Stink vs. Stank vs. Stunk: What's the Difference, and When Should I Use Each One?

Relationships can sometimes stink.
Relationships can sometimes stink. / megaflopp/iStock via Getty Images
facebooktwitterreddit

When talking about dirty clothes, wet dogs, or bad movies, the words stink, stank, and stunk come up often. But what’s the difference? When does something stink, when did you believe something stank, and when might it have stunk?

Grammarist has a helpful tutorial for this olfactory confusion. Stink is easy enough. It’s a present-tense verb best deployed when something is actively noxious. “You stink,” you might tell someone returning from the gym. A baby’s diaper stinks. Public access television stinks. And so on.

Stank is simply a past tense form of stink.

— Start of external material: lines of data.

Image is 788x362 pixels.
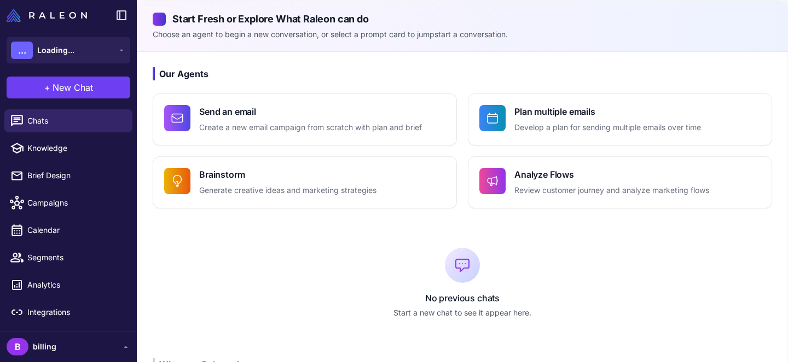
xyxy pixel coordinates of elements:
span: New Chat [53,81,93,94]
button: Analyze FlowsReview customer journey and analyze marketing flows [468,156,772,208]
div: B [7,338,28,356]
span: billing [33,341,56,353]
p: Review customer journey and analyze marketing flows [514,184,709,197]
a: Campaigns [4,191,132,214]
p: Generate creative ideas and marketing strategies [199,184,376,197]
span: Brief Design [27,170,124,182]
a: Segments [4,246,132,269]
h2: Start Fresh or Explore What Raleon can do [153,11,772,26]
button: ...Loading... [7,37,130,63]
button: Plan multiple emailsDevelop a plan for sending multiple emails over time [468,94,772,146]
div: ... [11,42,33,59]
button: +New Chat [7,77,130,98]
h4: Brainstorm [199,168,376,181]
a: Raleon Logo [7,9,91,22]
h4: Analyze Flows [514,168,709,181]
span: Campaigns [27,197,124,209]
a: Chats [4,109,132,132]
a: Calendar [4,219,132,242]
button: BrainstormGenerate creative ideas and marketing strategies [153,156,457,208]
p: Create a new email campaign from scratch with plan and brief [199,121,422,134]
img: Raleon Logo [7,9,87,22]
p: Start a new chat to see it appear here. [153,307,772,319]
p: No previous chats [153,292,772,305]
a: Knowledge [4,137,132,160]
h3: Our Agents [153,67,772,80]
span: Calendar [27,224,124,236]
a: Integrations [4,301,132,324]
a: Analytics [4,274,132,297]
span: Segments [27,252,124,264]
p: Choose an agent to begin a new conversation, or select a prompt card to jumpstart a conversation. [153,28,772,40]
h4: Plan multiple emails [514,105,701,118]
span: Analytics [27,279,124,291]
h4: Send an email [199,105,422,118]
span: Knowledge [27,142,124,154]
button: Send an emailCreate a new email campaign from scratch with plan and brief [153,94,457,146]
span: Integrations [27,306,124,318]
p: Develop a plan for sending multiple emails over time [514,121,701,134]
span: + [44,81,50,94]
a: Brief Design [4,164,132,187]
span: Chats [27,115,124,127]
span: Loading... [37,44,74,56]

Someone watching the Game of Thrones finale today might mutter, “This stinks.” Someone who watched it when it aired in 2019 may recall that it stank. If something is not actively and presently emitting an odor, figuratively or otherwise, then it stank.

What about stunk? It’s a past participle of the conjugated stink, meaning it’s associated with an action or sequence. Instead of saying your last birthday party stunk, you might say it stank because the cake was too dry.

Have, had, and has are all helpful verbs in this context and typically used with stunk. "The party had stunk after the cake was brought out." Or, "My birthday has stunk for years because I’m old."

Essentially, stink refers to the present, while stank expresses that something was smelly. Stunk expresses why.